Ifrinn - Ifrinn
Iron Bonehead Productions
Hypnotic Black Metal
5 songs (29'20")
Release year: 2016
Reviewed by Alex

Scottish Ifrinn prefer to remain anonymous since their members are involved with other projects and apparently they want to avoid associations and confusion. We will leave it at that and focus on their dark arts instead ...

There has long been a speculative debate whether major cities have significant underground life. And by underground I mean not shadowy, but deep underneath the surface. In their book Reliquary techno thriller writers Lincoln and Child asserted there are multiple layers of such life underneath New York City, some of it very dangerous, this life having occupied some unfinished subterranean railway projects. Ifrinn not only apparently believe in such life, they describe it on their eponymous release.
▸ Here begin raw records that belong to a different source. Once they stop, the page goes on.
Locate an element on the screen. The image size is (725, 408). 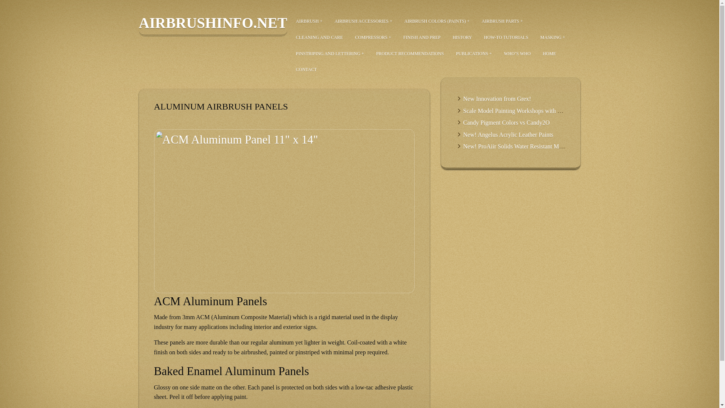
AIRBRUSHINFO.NET is located at coordinates (213, 25).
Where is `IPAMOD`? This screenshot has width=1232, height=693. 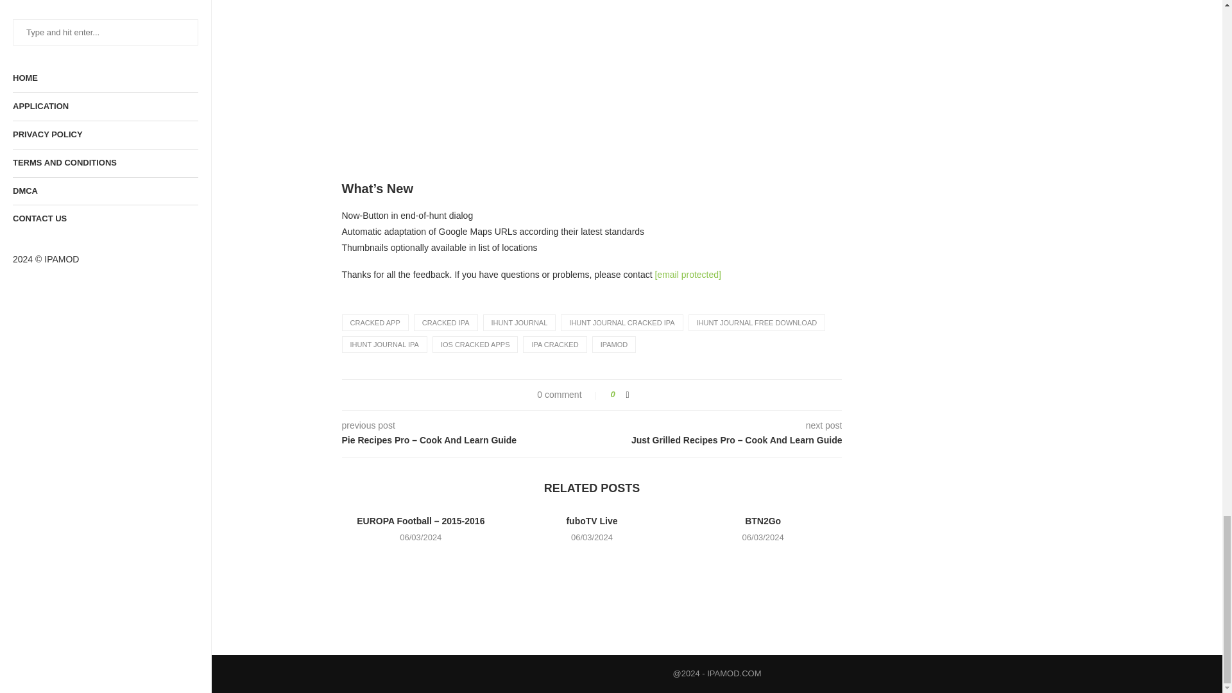 IPAMOD is located at coordinates (615, 344).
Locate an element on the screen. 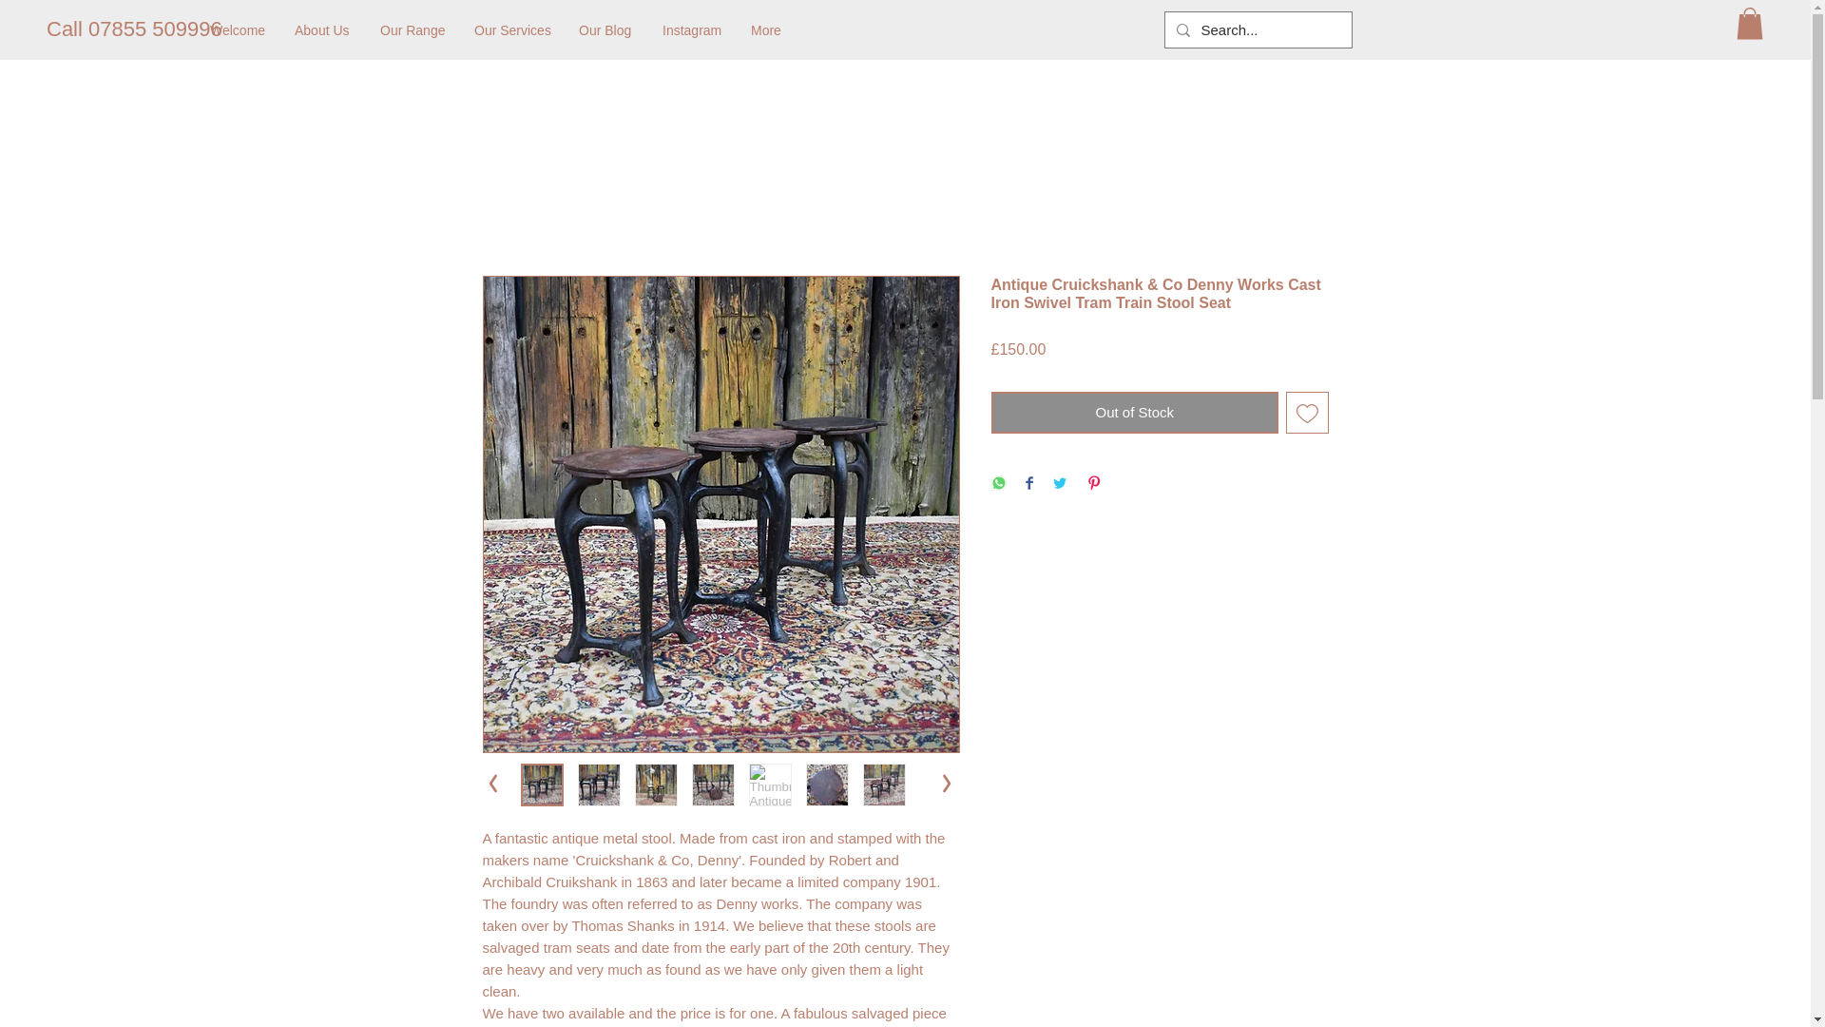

After water stops dripping from stalactites on the wispy, synth-accompanied decent (Descent Into Shining Labyrinths), the picture of an underground cavernous dwelling unfolds. The vastness of Oracular Phantasms impresses immediately. Without boundaries, the armies of wrinkled creatures roam incessantly, marching to double bass or busying themselves to blasts, shivering to snare snaps. Once in a while, the constant movement suddenly stops, yanked by a torturous guitar pull. All the while the creatures murmur with their illegible voices, focused only on moving about their immeasurable space. Interrupted by descent (or is it a lateral passage) into a neighboring cavern by another synth break in the action (Sulphurous Oscillations), Dweller Within the Gulf and These Darkened Shrines lead largely the same collective, samey existence. I say collective, because Ifrinn feels like a whirling anthill, yet, tragically, this is repeating over and over, hypnotically mesmerizing, and, at the same time, solitary reality. I completely get the picture, but just wanted Ifrinn to do more in songwriting and melodic variety department. Like their closing riff in These Darkened Shrines is sort of a remember-me-by event for which one has to wait the whole half hour until the EP is almost over. As entrancing as this release is, crisper production and more sweeping melodies would have caused me a total meltdown.